Submission + - White House Explains Transport-Energy Future (whitehouse.gov)

blair1q writes: Today on the White House Blog the President (ok, his staff) released an infographic showing various facts about transportation energy, and how current gas prices need not be so worrisome. Highlights include rapidly increasing domestic production and rapidly decreasing prices for electric-car batteries, requesting congress to shift tax breaks from oil producers to wind/solar/geothermal energy producers, and increasing domestic oil production (yes, there's a paradox there).
It's funny.  Laugh.

Submission + - Gitionary: the git party game (ksplice.com)

sdasher writes: Finally, a chance to combine your love of version control and parties, with Gitionary. The brainchild of two MIT alums, it's a party game where you try to illustrate git commands. Personally, I'm still holding out for the Debugging Python RPG.
Data Storage

Submission + - Writing Linux Kernel Functions In CUDA With KGPU (google.com)
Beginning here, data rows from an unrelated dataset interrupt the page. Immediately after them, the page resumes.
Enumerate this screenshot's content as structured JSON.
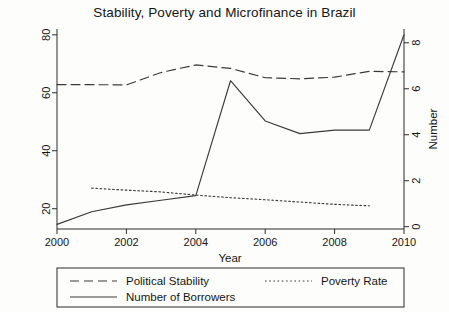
{
  "chart_data": {
    "type": "line",
    "title": "Stability, Poverty and Microfinance in Brazil",
    "xlabel": "Year",
    "ylabel": "",
    "ylabel_right": "Number",
    "x": [
      2000,
      2001,
      2002,
      2003,
      2004,
      2005,
      2006,
      2007,
      2008,
      2009,
      2010
    ],
    "xlim": [
      2000,
      2010
    ],
    "xticks": [
      2000,
      2002,
      2004,
      2006,
      2008,
      2010
    ],
    "xticklabels": [
      "2000",
      "2002",
      "2004",
      "2006",
      "2008",
      "2010"
    ],
    "ylim": [
      13,
      82
    ],
    "yticks": [
      20,
      40,
      60,
      80
    ],
    "yticklabels": [
      "20",
      "40",
      "60",
      "80"
    ],
    "ylim_right": [
      -0.1,
      8.6
    ],
    "yticks_right": [
      0,
      2,
      4,
      6,
      8
    ],
    "yticklabels_right": [
      "0",
      "2",
      "4",
      "6",
      "8"
    ],
    "grid": false,
    "legend_position": "below-axes",
    "series": [
      {
        "name": "Political Stability",
        "axis": "left",
        "style": "dashed",
        "x": [
          2000,
          2001,
          2002,
          2003,
          2004,
          2005,
          2006,
          2007,
          2008,
          2009,
          2010
        ],
        "values": [
          62.8,
          62.8,
          62.7,
          67.0,
          69.6,
          68.4,
          65.2,
          64.8,
          65.4,
          67.4,
          67.2
        ]
      },
      {
        "name": "Poverty Rate",
        "axis": "left",
        "style": "dotted",
        "x": [
          2001,
          2002,
          2003,
          2004,
          2005,
          2006,
          2007,
          2008,
          2009
        ],
        "values": [
          27.1,
          26.4,
          25.8,
          24.7,
          23.8,
          23.1,
          22.3,
          21.5,
          21.0
        ]
      },
      {
        "name": "Number of Borrowers",
        "axis": "right",
        "style": "solid",
        "x": [
          2000,
          2001,
          2002,
          2003,
          2004,
          2005,
          2006,
          2007,
          2008,
          2009,
          2010
        ],
        "values": [
          0.1,
          0.65,
          0.95,
          1.15,
          1.35,
          6.35,
          4.6,
          4.05,
          4.2,
          4.2,
          8.35
        ]
      }
    ],
    "legend_entries": [
      {
        "label": "Political Stability",
        "style": "dashed"
      },
      {
        "label": "Poverty Rate",
        "style": "dotted"
      },
      {
        "label": "Number of Borrowers",
        "style": "solid"
      }
    ]
  }
}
An anonymous reader writes: Till today, GPGPU computing is a userspace privilege because of NVIDIA's close-source policy and AMD's semi-open state. KGPU is a workaround to enable Linux kernel functionality written in CUDA. Instead of figuring out GPU specs via reverse-engineering, it simply uses a userspace helper to do CUDA related work for kernelspace requesters.
A demo in its current source repository is a modified eCryptfs, which is an encrypted filesystem used by Ubuntu and other distributions. With the accelerated performance of a GPU AES cipher in Linux kernel, eCryptfs can get 3x uncached read speedup and near 4x write speedup on an Intel X25-M 80G SSD(http://code.google.com/p/kgpu/wiki/IozoneBenchmarkResults). However, both GPU cipher based eCryptfs and CPU cipher based one are changed to use ECB cipher mode for parallelism. A CTR, counter mode, cipher may be much more secure, although the real vanilla eCryptfs use CBC mode. Anyway, GPU vendors should think about opening their drivers and computing libraries, at least providing a mechanism to make it easy to do GPU computing inside OS kernel, given the fact that GPUs are so widely deployed and the potential future of heterogeneous operating systems.